I tried a couple of the surfaces but will hope to put these books through their paces this weekend.
5 November 07
Brush Pen in the Zoo
Every time we go on a sketching outing we are always faced with the crisis of what art materials to pack. Not having to carry the materials on a week-long backpacking trip means the luxury of porting drawing implements one never ends up using. Of course I try to guess what will be most useful, but the guess is usually somewhat off.

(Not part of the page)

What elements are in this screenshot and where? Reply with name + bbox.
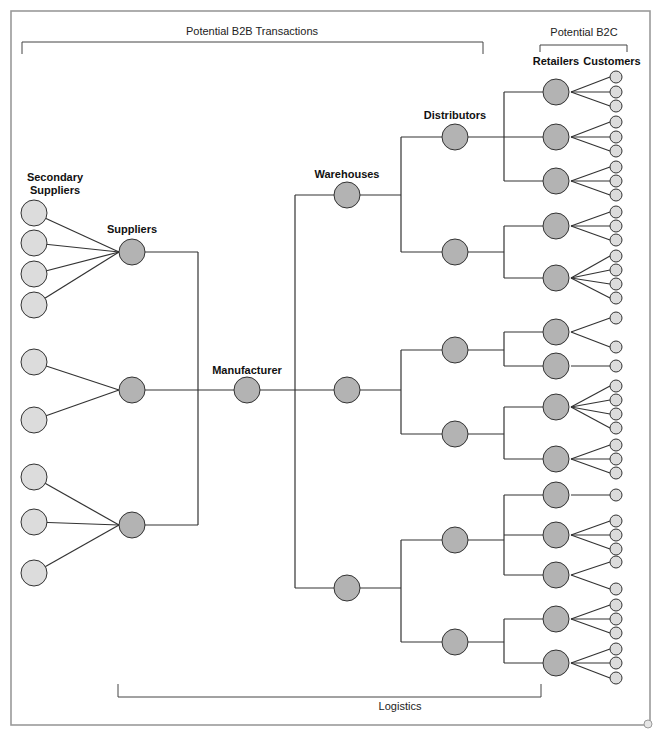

My experiment yesterday at the zoo with the waterbrush loaded with ink was interesting — I like the technique, but the particular waterbrush I had was leaking too much ink onto my hands. I ended up using mainly a sepia Faber-Castell brush artist pen together with watercolor wash. The red pandas were simply crying out for lots of rich burnt sienna. At left is one of them being fed bamboo leaves. I also drew lots of the big cats — at right is a tiger I sketched just before we headed out.
4 November 07
Sketchcrawl XVI: Sacramento Zoo
There were about eleven of us at the Sketchcrawl though I think we added some numbers along the way (it goes like this: What, are you guys in a class? No, this is worldwide sketching day. Oh. That’s really cool. Turning to partner: I think we should go and get some paper and a pencil and start drawing. Haha, the cult’s expanding…)
Some really fine artists were among the bunch, and a good time was had by all, especially by young George who’s in line to be the next zoo docent: “That’s a giant anteater. It’s bigger than you are. Daddy, can we go on the train?”